I'm always leery of these "this other guys code was a mess" comments. Certainly it's sometimes (mostly?) true, but "messy" is in the eye of the beholder.

For example, I tend to use lots of temporary variables where they probably aren't needed. I've gotten negative feedback on that. I think, however, that they make the code more maintainable:

# crypt the password my @chars=(a..z,A..Z,0..9,'.','/'); my $salt= $chars[rand(@chars)] . $chars[rand(@chars)]; my $crypted=crypt($password,$salt);
Now, the @chars and $salt variables aren't really needed, and I could have done something like:
my $crypted = crypt( $password, join( '', ('.', '/', 0..9, 'A'..'Z', 'a'..'z')[rand 64, rand 64]));
which is more compact, but less readable, IMO.

I've also gotten negative feedback on code reviews for overly defensive programming, which again, adds lines of code and generally makes for more "mess". ( additional eval blocks, lots of defined() calls, etc).

Replies are listed 'Best First'.
•Re: Re: Tact and the Monastery
by merlyn (Sage) on Sep 15, 2002 at 00:34 UTC
    My rule is that a temporary variable is fine if it can be related to the application in some way, and not just an artifact of optimization. One way to tell is if you can give it a truly meaningful name. If you can't, see if you can eliminate it.

    -- Randal L. Schwartz, Perl hacker

      My rule is that a temporary variable is fine if it can be related to the application in some way, and not just an artifact of optimization.
      One way to tell is if you can give it a truly meaningful name. If you can't, see if you can eliminate it.

      There is sense & beauty in that. But it does require a high degree of Perl knowledge.

      Corollaries can be derived.

      Temporary variables should be named so that it is obvious that they are temporaries.

      Temporary variables should be scoped to advertise their ephemeral nature.

      For those who can't readily parse dense Perl temporary variables are like the x modifier to m//.

      a temporary variable is fine if it can be related to the application in some
      way, ... One way to tell is if you can give it a truly meaningful name. If you can't,
      see if you can eliminate it.

      From early on I have been a believer in good names. The above as inspired me to
      raise the level of quality I try to achieve in naming. A good name should
      clarify obscure/advanced/complex/efficient 1 code by expressing what the variable
      should be.

      It is going to be tough to break the habit of using result for return values.


      1 Choose one. Define yourself.

        Here is a example of trying to learn from our betters and getting confused.

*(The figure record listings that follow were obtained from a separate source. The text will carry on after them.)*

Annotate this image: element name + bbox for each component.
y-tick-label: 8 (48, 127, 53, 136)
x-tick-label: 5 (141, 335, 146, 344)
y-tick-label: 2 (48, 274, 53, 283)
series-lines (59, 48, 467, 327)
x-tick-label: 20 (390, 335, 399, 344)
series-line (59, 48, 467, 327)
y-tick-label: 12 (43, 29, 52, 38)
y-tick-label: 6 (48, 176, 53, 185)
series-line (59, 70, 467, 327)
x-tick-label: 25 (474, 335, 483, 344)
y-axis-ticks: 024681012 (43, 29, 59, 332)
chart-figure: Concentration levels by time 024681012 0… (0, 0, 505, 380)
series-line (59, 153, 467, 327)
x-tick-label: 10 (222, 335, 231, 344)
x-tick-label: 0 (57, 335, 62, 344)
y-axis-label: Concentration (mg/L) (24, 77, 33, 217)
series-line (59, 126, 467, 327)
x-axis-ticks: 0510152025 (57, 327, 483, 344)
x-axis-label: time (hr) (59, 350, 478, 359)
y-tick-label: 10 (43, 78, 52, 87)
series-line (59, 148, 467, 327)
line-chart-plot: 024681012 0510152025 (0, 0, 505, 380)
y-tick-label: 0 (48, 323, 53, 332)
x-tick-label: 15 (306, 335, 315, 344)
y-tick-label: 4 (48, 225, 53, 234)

The node Randal does it again refers to an article by Randal Schwartz.

        I found this snippet of code that uses a variable name $old_flag.
        sub wanted { return unless -f $_; my $old_flag = -M $_ > 180 ? 'old' : 'new'; $ages{$File::Find::dir}{$old_flag}++; }
        My confusion arises because I would have expected $old_flag to hold a true/false value. Shouldn't this variable be named something like $age_status. This would make it "sound" better to say : $age_status is new or old.

        How should this be handled?

Re^2: Tact and the Monastery
by Aristotle (Chancellor) on Sep 15, 2002 at 07:55 UTC
    I find your first example unnecessarily noisy, while the second is too golfish. Balance is key. Mine would look like so:
    my @chars = ('a' .. 'z', 'A' .. 'Z', 0 .. 9, '.', '/'); my $crypted = crypt $password, $chars[rand @chars].$chars[rand @chars] +;

    That way I can't make a mistake in the size of the list vs the constant passed to rand. Nor will I have to figure out why I used 64 there if I read the source again in a year. It also lets me use concatenation vs the noisy and distracting join/slice method.

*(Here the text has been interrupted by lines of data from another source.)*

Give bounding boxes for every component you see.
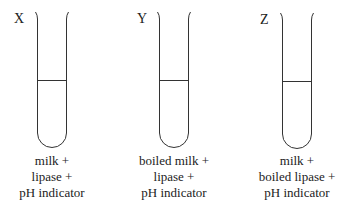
caption-z-line-3: pH indicator	[247, 185, 347, 201]
caption-y-line-1: boiled milk +	[124, 153, 224, 169]
test-tube-y	[158, 12, 191, 148]
test-tube-z	[281, 13, 314, 149]
caption-z-line-2: boiled lipase +	[247, 169, 347, 185]
tube-label-z: Z	[260, 13, 269, 27]
caption-y-line-2: lipase +	[124, 169, 224, 185]
caption-y: boiled milk + lipase + pH indicator	[124, 153, 224, 201]
caption-x-line-2: lipase +	[2, 169, 102, 185]
tube-label-y: Y	[137, 12, 147, 26]
caption-z: milk + boiled lipase + pH indicator	[247, 153, 347, 201]
caption-x-line-1: milk +	[2, 153, 102, 169]
caption-x-line-3: pH indicator	[2, 185, 102, 201]
tube-label-x: X	[14, 12, 24, 26]
test-tube-x	[36, 12, 69, 148]
caption-y-line-3: pH indicator	[124, 185, 224, 201]
caption-x: milk + lipase + pH indicator	[2, 153, 102, 201]
caption-z-line-1: milk +	[247, 153, 347, 169]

    $salt on the other hand is superfluous - that value is trivially calculated on the fly.

    Makeshifts last the longest.

Re^2: Tact and the Monastery
by Flexx (Pilgrim) on Sep 14, 2002 at 22:36 UTC

    OTOH... ;)

    I personally think the second of your examples really is more readable. But maybe I'm just a bit nuts.

    Myself, I use as few temporary (synthetic) variables as possible, I think they often make things harder to understand. Even if I immediately get the idea what @chars is, I would glance back on every occurance of it, to make sure what your idea of "characters" really is (with or without underscore, hypen, etc.). If the code spreads out, things become even worse...

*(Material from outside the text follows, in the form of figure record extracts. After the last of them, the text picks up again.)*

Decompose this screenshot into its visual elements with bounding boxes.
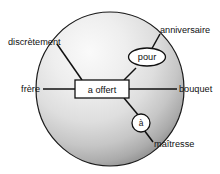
predicate-label: a offert [88, 85, 117, 95]
preposition-label-pour: pour [138, 52, 156, 62]
argument-label-maitresse: maîtresse [154, 139, 194, 149]
dependency-diagram: pour à a offert discrètement anniversair… [0, 0, 220, 174]
argument-label-frere: frère [21, 84, 40, 94]
diagram-canvas: pour à a offert discrètement anniversair… [0, 0, 220, 174]
preposition-label-a: à [139, 118, 144, 128]
argument-label-bouquet: bouquet [179, 84, 213, 94]
argument-label-discretement: discrètement [8, 37, 61, 47]
argument-label-anniversaire: anniversaire [160, 25, 210, 35]
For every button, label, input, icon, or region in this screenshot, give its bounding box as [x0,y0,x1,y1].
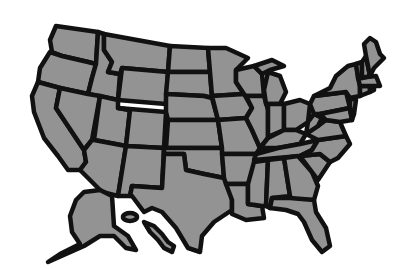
state-wyoming[interactable] [118,68,168,104]
state-hawaii-island-1[interactable] [123,213,137,221]
state-michigan[interactable] [264,72,286,104]
state-maine[interactable] [364,38,384,76]
state-alaska[interactable] [48,190,136,262]
state-kansas[interactable] [166,120,222,148]
state-florida[interactable] [270,198,330,252]
state-new-york[interactable] [314,64,360,98]
state-michigan-upper[interactable] [254,60,284,74]
state-delaware[interactable] [350,110,354,120]
state-north-dakota[interactable] [168,46,210,72]
us-map [0,0,410,270]
state-hawaii-islands[interactable] [144,222,174,252]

    In your second example, it's right there.

    Which brings us back to the topic of this thread. While I am sure that there are some style ideas, any good Perlmonk would propagate, some other things really are a matter of taste.

      I don't like the comma-prepending style. You can easily add a new line at the bottom that way, but not at the top. It might be fine for languages that are inflexible about their commata, but Perl is not - you can append one to the last value with no harm. My formatting looks like this:
      my %hash = ( one => 1, two => 2, three => 3, );
      Note the "errant" comma after the last value. Separating the assignment and closing bracket on their own lines adds more convenience. This way, I can add a hash key anywhere - even at the bottom or the top - without having to edit any other line than the one I'm on.

      Makeshifts last the longest.

Re: Re: Tact and the Monastery
by helgi (Hermit) on Sep 17, 2002 at 11:46 UTC
    I'm with you on this one kschwab.

    I certainly try not to use too many temporary, intermediate variables, but I do if they add to readability for a future maintainer of the code.

    My basic criteria for using a temporary variable is this:
    If I can think up a meaningful, transparent name for it, I can use it.

    For example, in your case, @chars and $salt are both meaningfully named, thus allowed. What I would not allow would be @array and $foo for the same variables.

    Regards,
    Helgi Briem

Re: Re: Tact and the Monastery
by talexb (Chancellor) on Sep 20, 2002 at 17:01 UTC
    I would probably change that to look like
    # crypt the password my $crypted; { my @chars=(a..z,A..Z,0..9,'.','/'); my $salt= $chars[rand(@chars)] . $chars[rand(@chars)]; $crypted=crypt($password,$salt); }
    so that the temporary variables (@chars and $salt) disappear after the closure ends. And I agree with the suggestion lower down: you could lose $salt and incorporate the salting in the call to crypt.

    --t. alex
    but my friends call me T.

      That's not a closure. :-) It's just a naked block.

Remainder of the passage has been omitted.